A view of an AltspaceVR room from an avatar’s point of view.

The Oculus DK2 tracks head position, so every time Bruce nodded or cocked his head to the side, I’d see his virtual head move. And while my demo avatar had only hands, his had arms and hands that were tracked with a Kinect motion-sensor. His avatar’s upper-body motions, combined with his voice, gave virtual Bruce a sense of personality despite the fact that this legless, expressionless pile of pixels looked nothing like the real Bruce. It was strange, but as the minutes ticked by, the unreality started to fade away and I got used to interacting with him this way.

We started out in a bright, sparse, wood-paneled room with tidal-wave paintings on the walls. Once I had figured out navigation a bit, Wooden took me to several more spaces, like a Japanese garden-type space located on the edge of what appeared to be a calm lake.

AltspaceVR amplifies the reality of its digital creations by automatically adjusting the sound in its virtual spaces to correspond with your avatar’s distance from others’ and any content that might be playing aloud.

A small color-changing dot that I controlled with the mouse let me know where the boundaries of the virtual rooms were, and clicking on a little plus sign near the bottom of my field of view opened up a sort of control panel with an array of options in front of me that only I could see.

As intriguing as the experience was, it’s unclear how compelling it would be as a way of interacting socially. AltspaceVR still has to figure out how avatars will interact with these virtual spaces and with each other. It also seems like a lot of effort to go through just to watch a video with a distant friend.

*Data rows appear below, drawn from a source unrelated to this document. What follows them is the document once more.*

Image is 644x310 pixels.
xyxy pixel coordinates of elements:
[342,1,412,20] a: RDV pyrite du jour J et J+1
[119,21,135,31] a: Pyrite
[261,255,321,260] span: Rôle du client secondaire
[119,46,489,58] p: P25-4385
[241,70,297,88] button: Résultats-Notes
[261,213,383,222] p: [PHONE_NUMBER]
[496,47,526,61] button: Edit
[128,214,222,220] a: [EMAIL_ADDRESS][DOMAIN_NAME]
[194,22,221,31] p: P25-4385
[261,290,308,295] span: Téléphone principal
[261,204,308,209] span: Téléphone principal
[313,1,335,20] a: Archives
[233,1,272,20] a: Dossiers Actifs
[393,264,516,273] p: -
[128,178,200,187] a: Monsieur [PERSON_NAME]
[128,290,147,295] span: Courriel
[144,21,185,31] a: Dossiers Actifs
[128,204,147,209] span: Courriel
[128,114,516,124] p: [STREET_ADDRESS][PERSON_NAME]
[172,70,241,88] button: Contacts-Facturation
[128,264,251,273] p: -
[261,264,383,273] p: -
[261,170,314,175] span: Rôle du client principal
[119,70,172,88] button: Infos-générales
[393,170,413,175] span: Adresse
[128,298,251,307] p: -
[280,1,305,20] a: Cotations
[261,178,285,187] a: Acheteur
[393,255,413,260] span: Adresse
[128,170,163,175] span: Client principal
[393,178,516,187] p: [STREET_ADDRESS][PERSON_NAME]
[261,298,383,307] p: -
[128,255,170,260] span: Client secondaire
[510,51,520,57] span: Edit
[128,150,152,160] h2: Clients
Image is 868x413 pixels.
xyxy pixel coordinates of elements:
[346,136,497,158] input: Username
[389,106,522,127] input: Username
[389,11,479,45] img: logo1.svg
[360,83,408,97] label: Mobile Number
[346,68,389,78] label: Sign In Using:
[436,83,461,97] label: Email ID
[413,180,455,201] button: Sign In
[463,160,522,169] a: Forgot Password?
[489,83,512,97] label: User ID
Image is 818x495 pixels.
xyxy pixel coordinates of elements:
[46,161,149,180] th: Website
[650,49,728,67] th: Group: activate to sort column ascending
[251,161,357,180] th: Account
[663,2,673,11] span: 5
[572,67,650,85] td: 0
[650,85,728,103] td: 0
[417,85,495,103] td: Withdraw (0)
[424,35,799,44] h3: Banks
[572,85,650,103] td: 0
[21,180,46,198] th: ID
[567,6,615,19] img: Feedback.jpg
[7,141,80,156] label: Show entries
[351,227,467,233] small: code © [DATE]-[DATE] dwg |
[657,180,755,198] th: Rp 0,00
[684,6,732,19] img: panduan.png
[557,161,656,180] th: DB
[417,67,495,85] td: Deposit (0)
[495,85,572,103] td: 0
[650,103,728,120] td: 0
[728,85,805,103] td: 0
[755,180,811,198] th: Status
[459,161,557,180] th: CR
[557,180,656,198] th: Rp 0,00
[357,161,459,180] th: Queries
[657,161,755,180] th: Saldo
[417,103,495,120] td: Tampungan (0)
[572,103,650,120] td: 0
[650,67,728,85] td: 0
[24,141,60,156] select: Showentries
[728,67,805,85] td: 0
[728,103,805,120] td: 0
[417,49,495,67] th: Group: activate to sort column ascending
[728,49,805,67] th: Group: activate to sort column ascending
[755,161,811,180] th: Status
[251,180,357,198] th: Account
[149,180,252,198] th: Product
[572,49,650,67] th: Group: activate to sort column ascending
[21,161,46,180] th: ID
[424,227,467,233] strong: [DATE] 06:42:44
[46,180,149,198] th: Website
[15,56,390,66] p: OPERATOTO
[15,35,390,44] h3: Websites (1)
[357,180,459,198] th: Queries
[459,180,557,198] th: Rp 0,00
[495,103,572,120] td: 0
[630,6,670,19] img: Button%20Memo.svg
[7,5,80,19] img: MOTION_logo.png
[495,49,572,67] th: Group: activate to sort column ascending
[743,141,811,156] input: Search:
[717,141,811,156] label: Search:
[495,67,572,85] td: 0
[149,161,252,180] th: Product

Jeremy Bailenson, head of Stanford’s Virtual Human Interaction Lab, says that while that video games and films are thought of as the main applications for virtual reality, simply communicating with others could turn out to be important. Communicating via avatars could become more effective than by talking via video chat or even face-to-face, he says, as software could help us do things like tailor our appearances and attentiveness to whomever we’re speaking with. To make social interactions really effective in digital spaces, though, sensors will need to track facial expressions and body movements well enough to render them realistically, he says.

For now, AltspaceVR is focused intently on inspiring developers who will come up with new uses for its social environments. “We think that will allow people to say, ‘These use cases don’t resonate with me, but maybe this other one does, and I’ll create it,’” Romo says.